Obama Trade Pact Could Impede ‘AIDS-Free Generation’
Obama Trade Pact Could Impede ‘AIDS-Free Generation’
Rollbacks of Modest Bush-Era Improvements on Access to Medicines Would Empower Big Pharma, Expand Monopolies
WASHINGTON, D.C. – To achieve the “AIDS-free generation” for which President Barack Obama and Secretary of State Hillary Clinton, among others, have called, we must break the monopoly power of drug companies and change the U.S. approach to trade pacts, Public Citizen said today.
The Obama administration is negotiating a multilateral “Trans-Pacific Partnership” (TPP) free trade agreement with countries in Asia and the Americas, intended to expand to the entire Asia-Pacific region. Leaked documents reveal that U.S. demands for the TPP would radically expand pharmaceutical monopoly power, keeping treatment costs high and threatening to impede the common goal of an “AIDS-free generation.”
“An AIDS-free generation is an audacious and wonderful goal,” said Peter Maybarduk, director of Public Citizen’s Access to Medicines program, who is participating in the “We Can End AIDS” mobilization and march on Tuesday during the International AIDS conference here. “But ending AIDS will depend in part on massively scaling up access to treatment. A major obstacle is the monopoly power of the giant pharmaceutical companies, which leads to vastly higher costs than could be achieved through expanded generic competition. Today, U.S. trade policy threatens to undermine U.S. AIDS policy. It is very important that the Obama administration rethink its position on trade and access to medicines.”
Since 2000, generic competition has facilitated a treatment revolution, driving down costs for older HIV/AIDS medicines from more than $10,000 per person, per year to less than $100 today. More than eight million people with HIV/AIDS in developing countries are receiving treatment; very few would be receiving life-saving medicines without the plunge in prices. This year, new science demonstrated that treatment can be effective as HIV prevention. For the first time it is becoming possible to map out an end to the epidemic. But many newer medicines needed to achieve an AIDS-free generation still cost thousands of dollars per person, per year. Generic competition could bring treatment costs down again, but only if patent- and test data-based monopolies can be overcome.
“When it comes to access to medicines, price is a life-and-death matter,” Maybarduk said. “The high costs of patent-based monopolies, particularly for newer, critical, second- and third-line HIV/AIDS medicines, seriously limit the ability of governments and donors to boost treatment access.”
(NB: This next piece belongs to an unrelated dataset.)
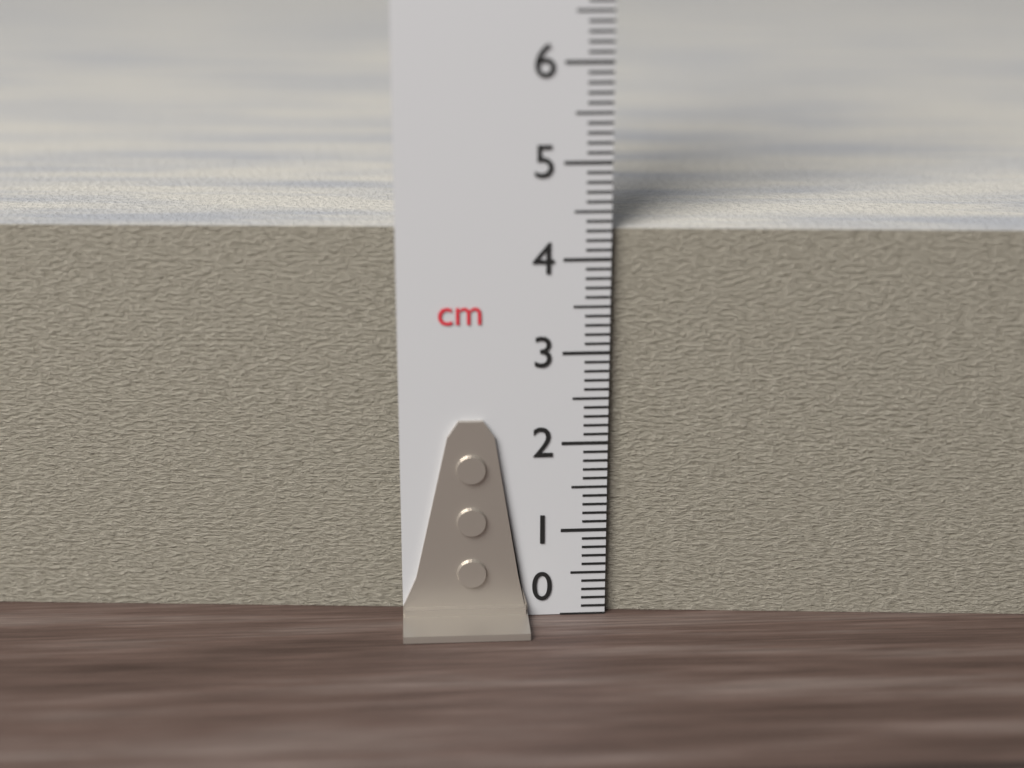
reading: 4.3 cm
For instance, a key AIDS drug known as lopinavir + ritonavir is sold by Chicago-based pharmaceutical giant Abbott Laboratories under the brand names Kaletra and Aluvia. Abbott’s anti-competitive actions are keeping prices for this important medicine high and limiting the ability of donors and governments to scale up treatment. Abbott prices Kaletra at $400 per person, per year in the world’s poorest countries, and much higher — from $1,000 to around $4,000 — in other developing nations.
The U.S. President’s Emergency Plan for AIDS Relief (PEPFAR) cited Abbott’s patent claims as a “key driver” of high second-line treatment costs in partner country Vietnam. Vietnam also is one of the countries negotiating the TPP. Obama administration demands for the trade pact would require Vietnam to eliminate legal tools designed to prevent bad patents, including a mechanism that was used recently to successfully challenge a Kaletra patent application and preserve generic competition in India. Vietnam and other TPP countries – as well as PEPFAR – could benefit from these tools.
A 2007 agreement between the Democratic congressional leadership and the Bush administration set certain limits on patent and test data provisions affecting pharmaceutical access and began to reduce the negative effects of U.S.-negotiated free trade agreements on access to medicines in developing countries. But Obama administration proposals for the TPP roll back these modest reforms, making patent extensions mandatory, linking marketing approval to patent status and expanding exclusive controls over clinical test data. The U.S. TPP proposals would require countries to make patents available for new uses and minor variations on older medicines, even if these changes do not enhance the efficacy of the medicines, among several other provisions that could harm access.